··· MATERIAL PROVIDED ···

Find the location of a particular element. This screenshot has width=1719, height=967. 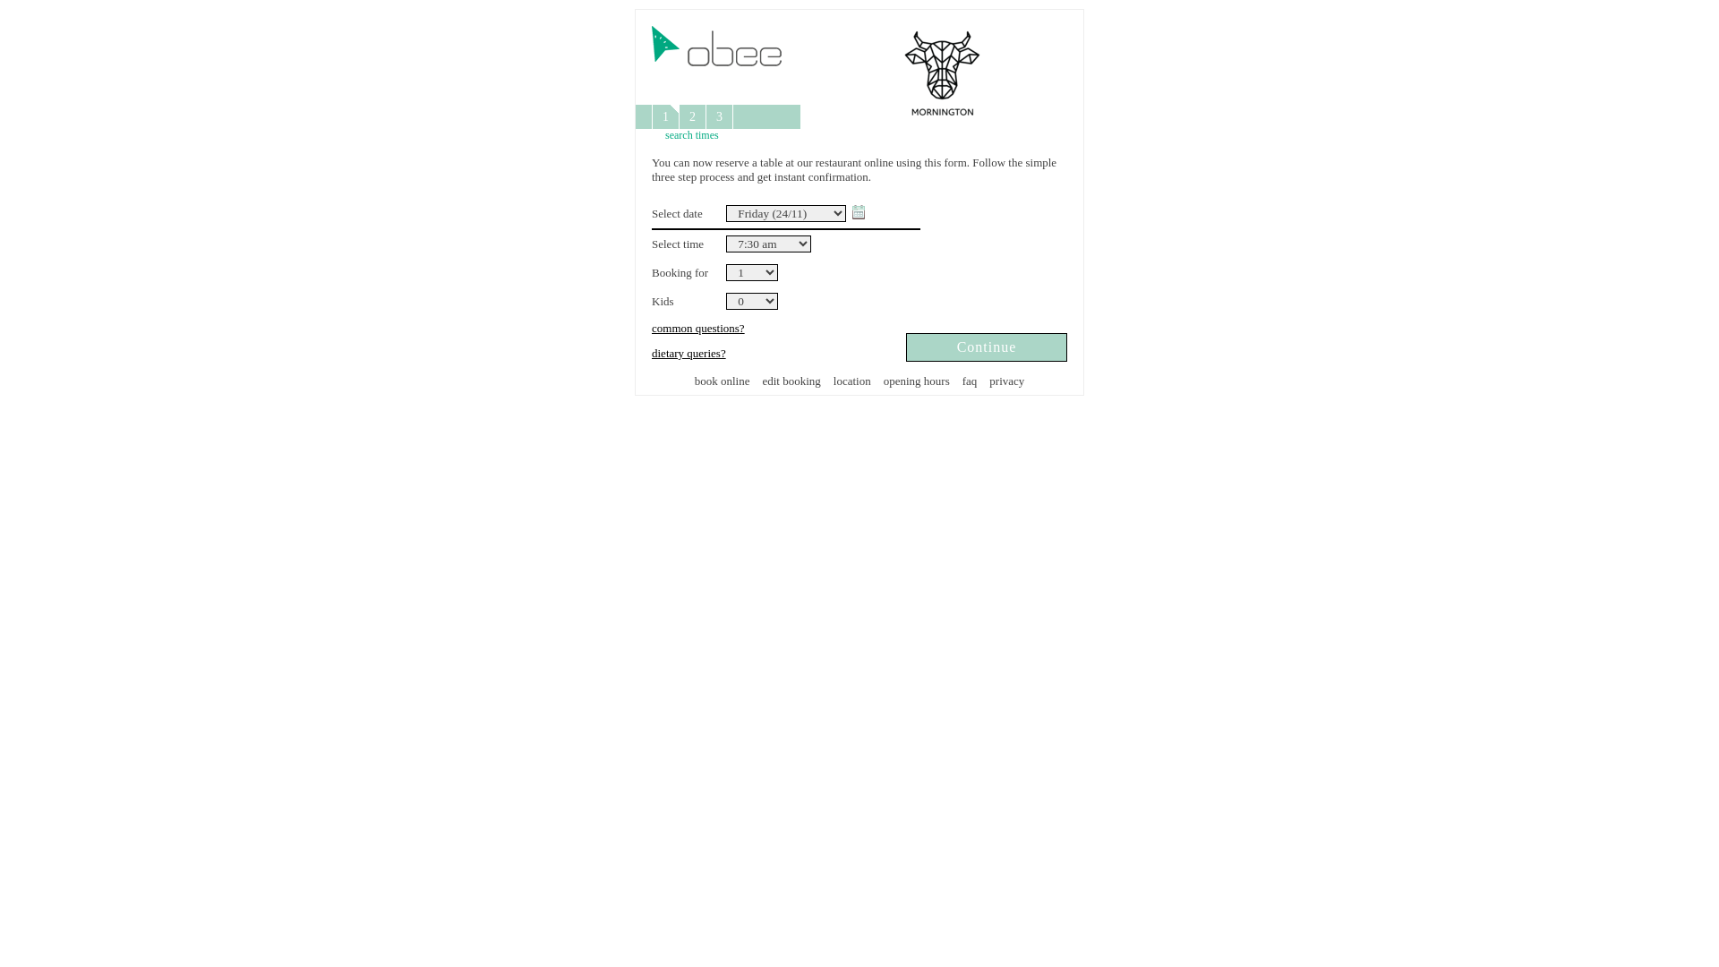

faq is located at coordinates (970, 381).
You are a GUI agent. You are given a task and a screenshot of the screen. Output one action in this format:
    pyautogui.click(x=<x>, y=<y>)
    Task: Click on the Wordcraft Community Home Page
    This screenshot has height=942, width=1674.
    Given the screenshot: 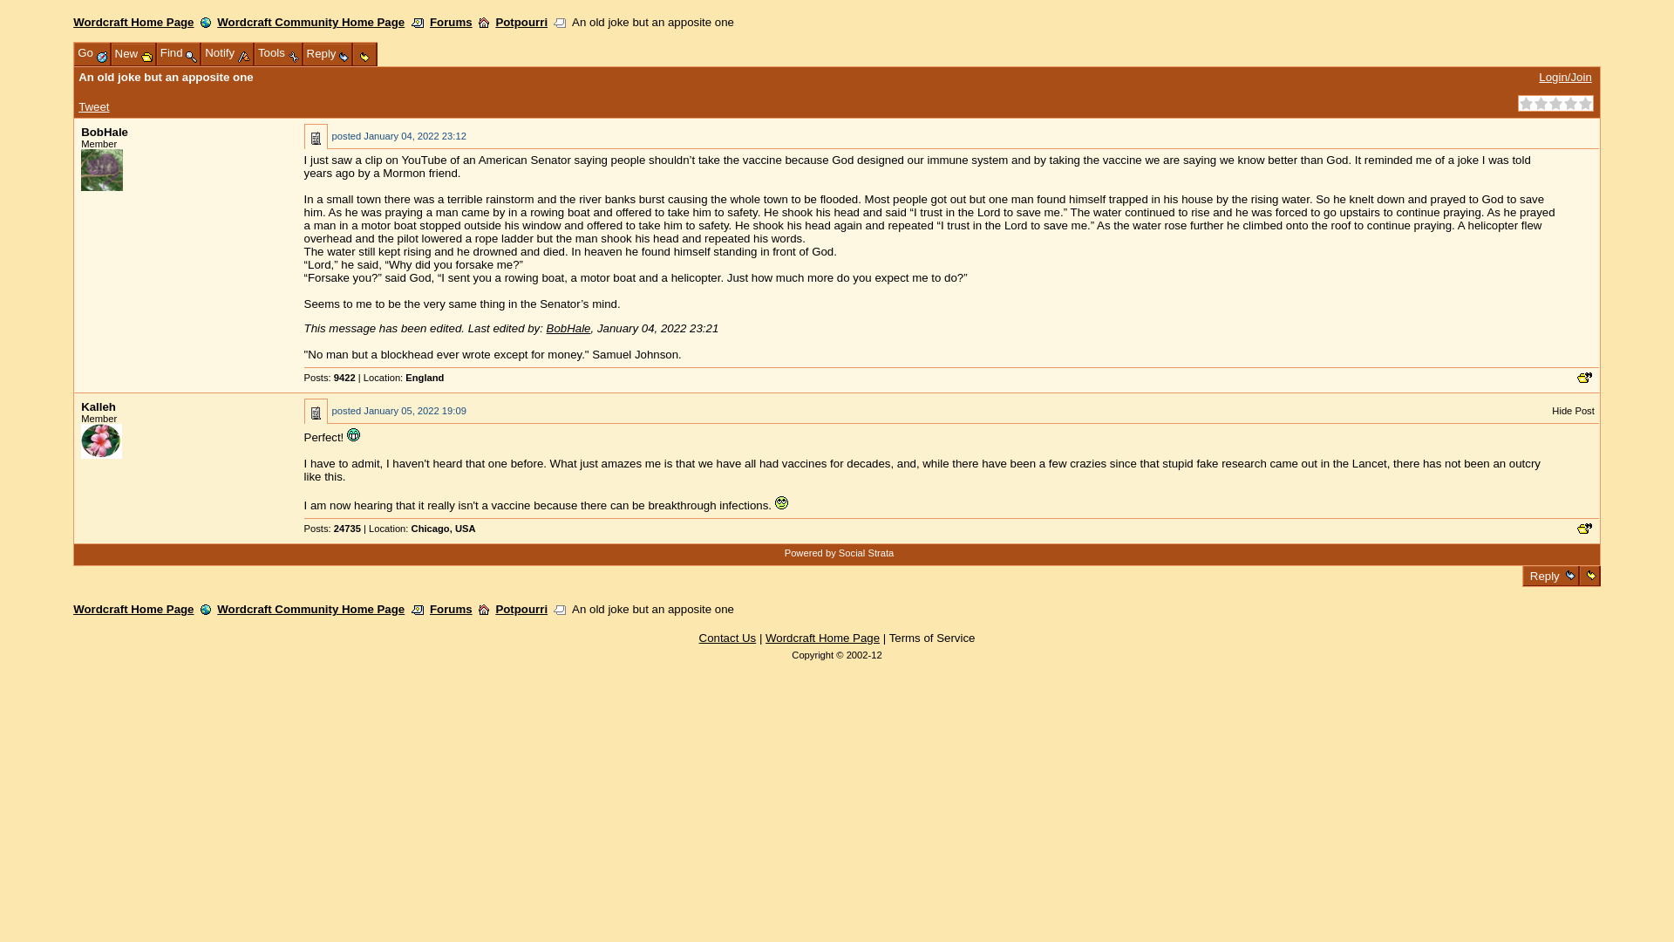 What is the action you would take?
    pyautogui.click(x=310, y=23)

···

### WHAT TO DO:
Pictures excluded, repeat the material above from its first line through the line containing "pyautogui.click(x=<x>, y=<y>)", both included.

### EXERCISE ANSWER:
Find the location of a particular element. This screenshot has width=1719, height=967. 

faq is located at coordinates (970, 381).
You are a GUI agent. You are given a task and a screenshot of the screen. Output one action in this format:
    pyautogui.click(x=<x>, y=<y>)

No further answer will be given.